Bespoke Menswear Brand Joe Bananas Lands in the U.S.
The Sydney-based label, which just opened a New York boutique, has attracted famous fans like Elton John and Whoopi Goldberg
Sydney-based menswear label Joe Bananas has made its way Stateside with a high-design boutique on New York’s Madison Avenue. Company co-owners Kim Bourke and Evan Sturrock use their own silk farms and in-house weavers to create an ultra-limited quantity of colorful and textured fabric that is transformed into bespoke suiting beloved by everyone from Sir Elton John to Whoopi Goldberg and Shirley MacLaine.
“There’s nothing more beautiful than silk because it’s such a fine and delicate textile,” says Sturrock. “To create something that is durable and robust and also masculine out of it, I think there is a bit of beauty in that.”
A family-owned company, Joe Bananas was launched in 1986 by Bourke’s uncle Joe Bananas and father, Peter. A showpiece in the New York boutique are the massive old-world-style doors on the brand’s original shop at Sydney’s landmark Queen Victoria Building.
Recommended: Dior Enlists 11 Women Artists to Create Chic New Handbag Collection
Inside the refined, gentleman’s-club-like boutique are the company’s signature blazers in a wide array of colors and patterns, from rich navy to “knockout Liberace pieces.” It takes artisans roughly 250 to 300 days to weave enough fabric to create six or seven jackets. The labor intensity and variations in the tapestry give Joe Bananas’s jackets an unparalleled level of exclusivity. “You can’t achieve quality when you’re mass-producing anything. You have to make compromises and sacrifices,” says Sturrock. “To operate in this sphere of niche, you got to do something different, and that’s what we love doing.”
To cater to an “absolute individualist” client that is both a risk-taker and global traveler, each silk jacket can be rolled into a carry-on, and by nature of being made from raw silk, won’t crush. In addition, the pieces feel warm in cool weather and breathe in hotter climates. The store also carries shorts and winter overcoats all year long to cater to customers who frequently travel from one end of the globe to the other.
“[We create] something that’s interesting, something that’s different, to bring to these guys that have everything—and have seen everything—something they’ve never seen before,” says Bourke. “We give them the opportunity to have something they don’t have. That’s every piece we create.”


TRY IT: Among the entries, find the lines with the string "JSON" and copy them.

PROVIDED INFORMATION:
_____

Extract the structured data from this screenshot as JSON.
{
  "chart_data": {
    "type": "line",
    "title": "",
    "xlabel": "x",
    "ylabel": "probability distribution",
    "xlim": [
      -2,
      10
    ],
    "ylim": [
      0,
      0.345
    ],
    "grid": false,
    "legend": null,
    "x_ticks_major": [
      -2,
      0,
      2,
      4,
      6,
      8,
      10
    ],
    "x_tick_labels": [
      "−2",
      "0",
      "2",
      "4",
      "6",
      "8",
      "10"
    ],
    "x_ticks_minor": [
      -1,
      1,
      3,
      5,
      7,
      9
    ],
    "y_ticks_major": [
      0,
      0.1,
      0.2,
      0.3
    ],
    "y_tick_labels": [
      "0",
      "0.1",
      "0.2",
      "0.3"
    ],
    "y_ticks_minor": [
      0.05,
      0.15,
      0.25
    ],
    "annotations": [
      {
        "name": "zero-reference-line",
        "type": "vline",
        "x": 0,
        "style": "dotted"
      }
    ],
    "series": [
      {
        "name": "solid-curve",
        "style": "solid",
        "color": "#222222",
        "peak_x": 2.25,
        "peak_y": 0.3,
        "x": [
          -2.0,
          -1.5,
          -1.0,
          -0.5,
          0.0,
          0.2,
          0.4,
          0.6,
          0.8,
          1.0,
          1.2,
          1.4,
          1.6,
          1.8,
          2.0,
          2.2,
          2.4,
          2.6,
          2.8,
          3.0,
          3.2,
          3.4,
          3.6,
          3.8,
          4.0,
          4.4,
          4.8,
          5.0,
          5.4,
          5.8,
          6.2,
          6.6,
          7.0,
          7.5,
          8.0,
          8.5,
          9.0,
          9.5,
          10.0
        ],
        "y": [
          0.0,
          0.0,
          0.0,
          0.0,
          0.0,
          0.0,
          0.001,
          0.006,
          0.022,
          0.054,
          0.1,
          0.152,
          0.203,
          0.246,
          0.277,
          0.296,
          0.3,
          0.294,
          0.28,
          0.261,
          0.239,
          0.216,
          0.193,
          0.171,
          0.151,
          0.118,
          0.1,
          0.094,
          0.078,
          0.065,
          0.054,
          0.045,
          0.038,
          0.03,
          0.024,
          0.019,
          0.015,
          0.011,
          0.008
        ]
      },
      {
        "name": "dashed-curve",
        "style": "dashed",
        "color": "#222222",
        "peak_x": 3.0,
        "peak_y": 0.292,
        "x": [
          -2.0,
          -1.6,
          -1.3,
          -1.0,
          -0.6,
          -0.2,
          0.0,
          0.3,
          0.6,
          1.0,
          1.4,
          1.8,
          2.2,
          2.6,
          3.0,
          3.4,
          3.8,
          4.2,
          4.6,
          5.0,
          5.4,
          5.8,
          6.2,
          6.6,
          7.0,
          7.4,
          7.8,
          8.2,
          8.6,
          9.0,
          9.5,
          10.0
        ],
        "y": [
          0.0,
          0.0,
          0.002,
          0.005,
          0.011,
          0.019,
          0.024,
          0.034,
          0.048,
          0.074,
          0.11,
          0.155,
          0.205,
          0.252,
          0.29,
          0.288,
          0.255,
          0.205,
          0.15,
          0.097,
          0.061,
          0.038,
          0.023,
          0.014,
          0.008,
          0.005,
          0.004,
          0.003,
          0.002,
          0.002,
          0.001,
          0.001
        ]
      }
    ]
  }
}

_____

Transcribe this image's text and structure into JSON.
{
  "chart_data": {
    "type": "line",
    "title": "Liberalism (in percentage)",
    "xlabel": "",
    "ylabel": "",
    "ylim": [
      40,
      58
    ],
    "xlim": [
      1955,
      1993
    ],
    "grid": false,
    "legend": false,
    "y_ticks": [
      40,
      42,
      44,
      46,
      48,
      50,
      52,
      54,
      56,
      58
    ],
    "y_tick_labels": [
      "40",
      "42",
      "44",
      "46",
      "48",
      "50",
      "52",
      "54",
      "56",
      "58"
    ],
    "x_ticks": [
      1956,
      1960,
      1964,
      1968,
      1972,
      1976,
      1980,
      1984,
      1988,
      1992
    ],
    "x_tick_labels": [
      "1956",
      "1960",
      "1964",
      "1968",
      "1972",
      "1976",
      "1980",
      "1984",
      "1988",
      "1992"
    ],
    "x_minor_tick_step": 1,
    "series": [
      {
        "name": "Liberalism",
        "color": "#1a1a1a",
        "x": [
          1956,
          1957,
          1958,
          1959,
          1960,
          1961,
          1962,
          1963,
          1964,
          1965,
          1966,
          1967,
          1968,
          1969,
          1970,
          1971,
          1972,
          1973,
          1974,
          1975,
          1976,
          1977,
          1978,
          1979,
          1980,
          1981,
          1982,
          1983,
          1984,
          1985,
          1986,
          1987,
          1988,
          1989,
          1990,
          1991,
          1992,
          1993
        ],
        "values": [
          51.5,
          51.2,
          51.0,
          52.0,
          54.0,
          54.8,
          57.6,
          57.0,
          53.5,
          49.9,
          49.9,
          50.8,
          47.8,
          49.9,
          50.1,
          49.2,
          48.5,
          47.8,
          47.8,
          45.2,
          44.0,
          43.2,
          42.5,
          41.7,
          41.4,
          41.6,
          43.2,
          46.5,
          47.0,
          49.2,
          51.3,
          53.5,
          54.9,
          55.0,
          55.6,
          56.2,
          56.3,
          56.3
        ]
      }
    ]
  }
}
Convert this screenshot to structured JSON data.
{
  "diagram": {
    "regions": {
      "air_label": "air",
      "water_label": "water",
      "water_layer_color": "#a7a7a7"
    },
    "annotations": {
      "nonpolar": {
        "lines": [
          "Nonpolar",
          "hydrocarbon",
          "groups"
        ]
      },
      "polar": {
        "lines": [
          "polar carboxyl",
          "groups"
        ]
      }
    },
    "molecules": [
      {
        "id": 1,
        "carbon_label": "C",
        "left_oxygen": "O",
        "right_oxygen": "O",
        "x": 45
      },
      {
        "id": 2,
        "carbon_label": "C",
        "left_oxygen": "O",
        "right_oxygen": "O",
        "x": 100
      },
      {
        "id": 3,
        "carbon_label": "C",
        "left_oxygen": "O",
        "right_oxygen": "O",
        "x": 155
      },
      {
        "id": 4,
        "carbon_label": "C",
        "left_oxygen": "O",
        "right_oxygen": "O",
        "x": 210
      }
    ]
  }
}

_____

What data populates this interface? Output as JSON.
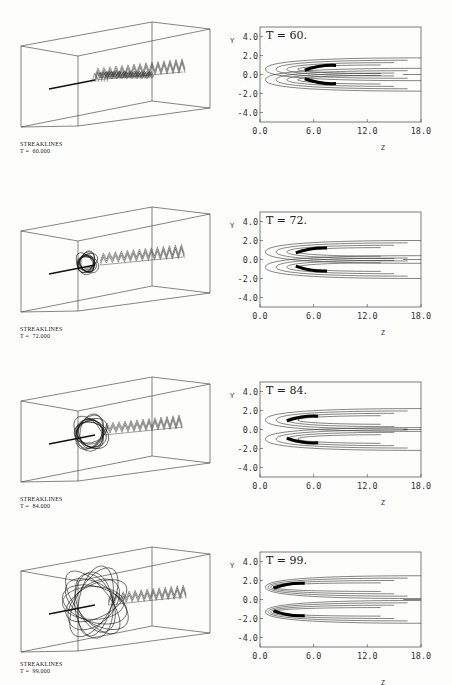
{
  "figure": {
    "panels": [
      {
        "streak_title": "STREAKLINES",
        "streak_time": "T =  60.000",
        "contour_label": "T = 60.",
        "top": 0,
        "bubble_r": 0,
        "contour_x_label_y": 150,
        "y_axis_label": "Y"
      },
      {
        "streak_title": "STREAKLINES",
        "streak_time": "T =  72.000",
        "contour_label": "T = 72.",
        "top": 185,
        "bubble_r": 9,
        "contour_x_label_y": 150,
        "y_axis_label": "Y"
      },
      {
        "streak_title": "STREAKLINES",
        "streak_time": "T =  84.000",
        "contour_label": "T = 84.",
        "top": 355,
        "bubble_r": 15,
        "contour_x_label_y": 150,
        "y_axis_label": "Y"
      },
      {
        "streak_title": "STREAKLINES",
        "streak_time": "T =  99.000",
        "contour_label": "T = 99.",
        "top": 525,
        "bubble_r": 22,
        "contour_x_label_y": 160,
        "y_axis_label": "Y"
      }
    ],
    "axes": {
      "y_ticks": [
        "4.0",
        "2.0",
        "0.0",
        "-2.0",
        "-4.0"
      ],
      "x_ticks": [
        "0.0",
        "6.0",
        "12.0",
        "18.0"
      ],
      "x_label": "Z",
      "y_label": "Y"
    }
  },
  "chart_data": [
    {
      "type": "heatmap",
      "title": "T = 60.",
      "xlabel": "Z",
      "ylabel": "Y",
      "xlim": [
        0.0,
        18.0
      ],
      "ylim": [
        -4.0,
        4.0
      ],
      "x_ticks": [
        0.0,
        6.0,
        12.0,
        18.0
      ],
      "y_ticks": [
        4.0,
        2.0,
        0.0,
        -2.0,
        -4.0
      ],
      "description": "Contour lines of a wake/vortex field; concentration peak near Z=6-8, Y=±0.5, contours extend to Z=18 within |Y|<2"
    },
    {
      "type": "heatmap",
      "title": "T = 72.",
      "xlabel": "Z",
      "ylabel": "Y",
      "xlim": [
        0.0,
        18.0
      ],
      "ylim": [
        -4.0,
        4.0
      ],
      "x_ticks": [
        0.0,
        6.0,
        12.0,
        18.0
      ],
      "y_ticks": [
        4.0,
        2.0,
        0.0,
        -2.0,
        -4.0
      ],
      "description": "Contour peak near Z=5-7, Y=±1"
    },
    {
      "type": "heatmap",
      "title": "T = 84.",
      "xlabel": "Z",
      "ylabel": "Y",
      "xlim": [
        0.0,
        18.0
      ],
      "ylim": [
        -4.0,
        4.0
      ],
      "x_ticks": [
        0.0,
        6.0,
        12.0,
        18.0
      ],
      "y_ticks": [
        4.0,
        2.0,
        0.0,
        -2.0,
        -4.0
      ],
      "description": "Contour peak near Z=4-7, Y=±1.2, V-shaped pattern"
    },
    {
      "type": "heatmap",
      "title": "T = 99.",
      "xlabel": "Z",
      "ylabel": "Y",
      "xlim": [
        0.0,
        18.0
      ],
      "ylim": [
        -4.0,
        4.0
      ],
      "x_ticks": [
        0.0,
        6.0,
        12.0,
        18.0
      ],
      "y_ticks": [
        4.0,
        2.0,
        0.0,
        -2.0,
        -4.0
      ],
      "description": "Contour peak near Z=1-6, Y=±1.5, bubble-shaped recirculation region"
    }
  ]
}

_____

TASK ANSWER:
Extract the structured data from this screenshot as JSON.
Transcribe this image's text and structure into JSON.
Convert this screenshot to structured JSON data.
What data populates this interface? Output as JSON.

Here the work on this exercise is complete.